Friday, October 18, 2013

For the Arthurian fans among us, from my daughter:


Thursday, October 17, 2013

It’s always a bad idea……

I’ve mentioned before that every political act carries a price. It is pretty clear the price the Republicans are paying for their attempt to hardball the President.  What is not so clear, but probably will become so shortly, is the price the President and the Democrats are going to pay for having so humiliated their opponents in this battle.

It is OK to win a battle, in fact that is the whole point, but it is always a bad idea to humiliate your opponents as well, as the Democrats did by not allowing any small face-saving sops to the House Republicans in the final bill. It would have cost them almost nothing to allow, for example, the cancellation of the medical device tax, which the Republicans wanted but in fact is favored by a majority of both Democrats and Republicans anyway. But once again their hubris got the better of them (and the President’s jibe at the Republicans today “Win an election!” didn’t help).

The President hopes to get several more signature pieces of legislation through Congress as part of his legacy, starting with immigration reform.  My bet is that at least for the next few months, anything proposed by the President is dead on arrival in the House, just because he wants it.

A little magnanimity in victory toward one’s opponent is always a good tactic, especially if one is going to meet that opponent again.

Wednesday, October 16, 2013

Why is Congress acting so stupidly?

It would be easy under the current circumstances to assume that all the members of Congress, as well as the President and his advisers, are just plain stupid.  But in fact few if any are stupid – while one does not have be exceptionally bright or well-educated to get elected, it does take a certain minimum level of competence to run a successful campaign for federal office.  So the answer to why Congress and the administration appear to be acting so stupidly must lie elsewhere.  
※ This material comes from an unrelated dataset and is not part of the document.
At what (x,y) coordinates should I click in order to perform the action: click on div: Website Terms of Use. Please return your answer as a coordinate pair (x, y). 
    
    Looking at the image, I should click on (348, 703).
In fact, members of Congress are for the most part acting quite rationally from their own point of view.  Tea Party members are doing just what they were elected to do by the voters who put them into office – trying to curb the excessive government spending (ignore the side issue about defunding ObamaCare). Liberals are doing just what they were elected to do by the voters who put them into office – protect popular entitlements and union jobs.

Because of extensive gerrymandering at the state level by both parties, most members of Congress have safe seats (over 95% get reelected), which means they only worry about primary challenges, which would come from more left-leaning challengers in Democratic distracts, and more right-leaning challengers in Republican districts.  So of course they are stubborn in these negotiations; if they weren’t they would risk being defeated in their next primary.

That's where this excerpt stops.